William M. Rice first came to Texas in 1834 and settled in what is now Nacogdoches County, where he was involved in frontier defense and served as an Alcalde in the Mexican Government. He served in the Texas Revolution and was wounded in the Battle at San Jacinto. He and his wife, Mariah, later lived in Harris County, in Kansas, and in Dallas County, where he was a farmer and merchant. During the Civil War, he was active on the home front, making soldiers' hats and hauling supplies. About 1874, Rice moved to Tarrant County, where he lived until his death.

Ash Creek Baptist Church

1871

On September 9, 1871, the Rev. J.C. Powers led 48 charter members in organizing Ash Creek Missionary Baptist Church. Guarding against Indians, Rev. Powers preached with a gun beside his Bible and men kept rifles on their knees. A meeting house was erected at this site in 1891 under the Rev. T.H. Sturges. In summers, brush arbors were built and prayer meetings held on the grounds. The women sold all eggs laid on Sundays to buy Sunday school literature. In 1965 a new auditorium was built and the original structure used for a Fellowship Hall. (1979)

Kiowa Raid on Walnut Creek

1867

In April 1867 a band of about sixty Kiowa Indians, led by Chiefs Satank and Satanta, raided the home of William Hamleton on Walnut Creek. Hamleton was away when the Kiowas killed his wife, Sally, and captured two children, Lavina and Mary. Lavina was released from captivity after six months, but Mary was given to an Indian family and grew to adulthood among the Kiowas. Called To-Goam-Gat-Ty, she became an accepted tribal member and married another captive, Calisay. The site of the 1867 Kiowa Raid is now under the waters of Eagle Mountain Reservior (1.4 mi. E) (1983)

Azle, TX

1846

Azle is on State Highway 199 sixteen miles northwest of downtown Fort Worth in the northwest corner of Tarrant County; the town extends partly into Parker County. The first recorded settlement at the site occurred in 1846, when a young doctor named James Azle Steward moved into a cabin built by a Dutchman named Rumsfeldt. Other settlers came and established themselves near the local streams, Ash Creek, Silver Creek, and Walnut Creek. The first post office opened in 1881, and the town took the name O'Bar in honor of the man who obtained the postal service.
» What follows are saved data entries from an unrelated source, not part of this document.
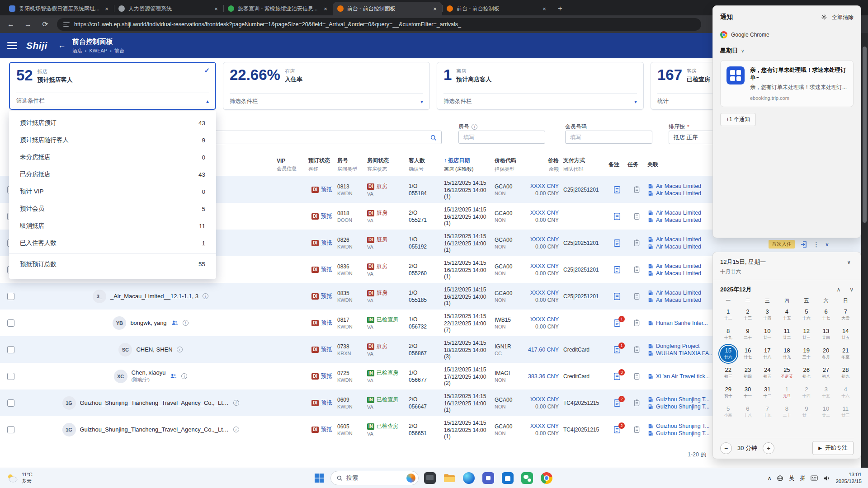 Image resolution: width=868 pixels, height=488 pixels. I want to click on more-actions-icon: ⋮, so click(816, 244).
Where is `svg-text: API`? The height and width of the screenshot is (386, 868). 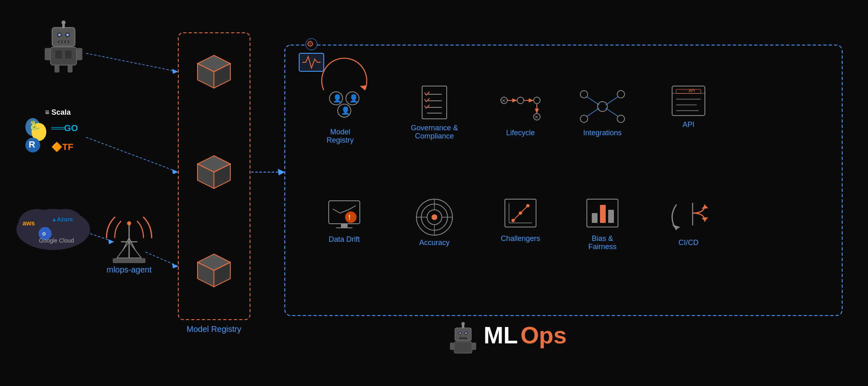
svg-text: API is located at coordinates (688, 125).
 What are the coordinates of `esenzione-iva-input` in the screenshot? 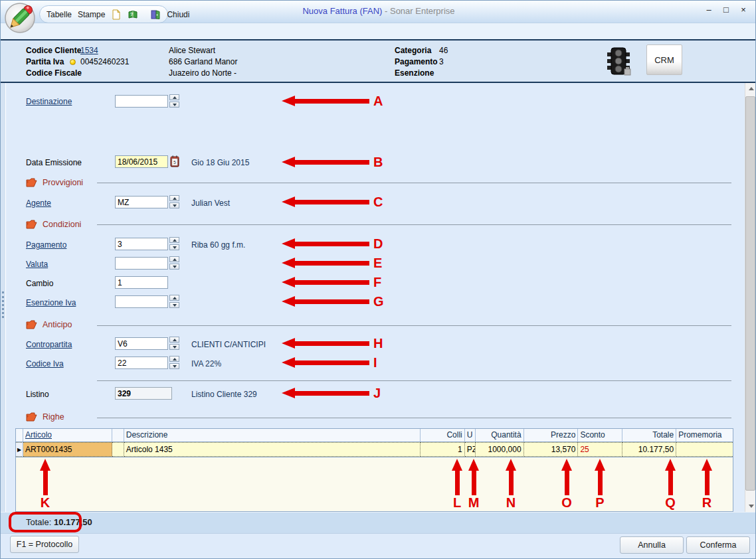 It's located at (142, 301).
Soon, however, the name was changed at the request of Steward, who donated the land for a townsite in order to have the town named Azle. The community's economy was based on agriculture. Several crops were grown, including wheat, corn, peanuts, sorghum, and cotton. Watermelons, cantaloupes, peaches, plums, and pears were also produced. Dairy farming became important in the early decades of the twentieth century, when local milk products were sold to creameries in Fort Worth. The population of Azle grew steadily, and by 1920 the census recorded 150 residents. By 1933 State Highway 34 (later State Highway 199) had reached Azle from Fort Worth, greatly improving transportation capabilities between the town and the city. Also, Eagle Mountain Lake was formed by a dam on the Trinity River east of Azle. In the late 1930s electricity was supplied to Azle and the surrounding countryside. The population grew between 1940 and 1960 from 800 to 2,696. It was 5,822 by 1980. After the 1930s agriculture gradually declined; fields were converted from wheat and corn production to housing developments. Manufacturing increased, and in 1984 Azle had twenty-six businesses. In 1985 the population was estimated at more than 7,000. The town's proximity to Fort Worth and its position as the "Gateway to Eagle Mountain Lake" have made Azle a popular place to live. In 1990 the population was 8,868. The population grew to 9,600 by 2000.

Things to Do in Azle

quirky 3.7 mi away
Chewbacca's Grave — May the 4th

May the 4th be with you — and with the Wookiee. Peter Mayhew the seven-foot-three British actor who brought Chewbacca to life in every Star Wars film from 1977…

historical 0.1 mi away
WWII Marine Glider Base at Eagle Mountain

In 1942 the United States Marines bought 2931 acres of ranchland on Eagle Mountain Lake for a purpose that sounds almost unbelievable now — training pilots to…

quirky 0.1 mi away
The Azle Earthquake Swarm

Starting in November 2013 the ground beneath Azle started shaking and it did not stop for 84 days. Twenty-seven earthquakes rattled windows cracked foundations…

quirky 3.6 mi away
Chewbacca's Grave

The seven-foot-three British actor who played Chewbacca in every Star Wars film from 1977 to The Force Awakens is buried right here at Azleland Memorial Park.…

quirky 8.8 mi away
Springtown Dinosaur Tracks

A family went out hunting arrowheads along Walnut Creek in 2017 and found something about 110 million years older than they expected. Pressed into the creekbed…

historical 13.8 mi away
Billy Bob's Texas

Billy Bob's opened in 1981 in an old cattle barn in the Fort Worth Stockyards and at one hundred twenty-seven thousand square feet it is the largest honky-tonk…

historical 13.8 mi away
Fort Worth Stockyards

Daily cattle drives down the street. Honky-tonks and rodeos in the old West.

food 15.0 mi away
Joe T. Garcia's

Joe T opened his little family restaurant behind the packing plant in the Fort Worth Stockyards in 1935. There was no menu. His wife Jessie served whatever she…

Everything Near Azle

798 stories, landmarks & places within ~20 miles — the same local lore RoadyGoat plays as you drive through.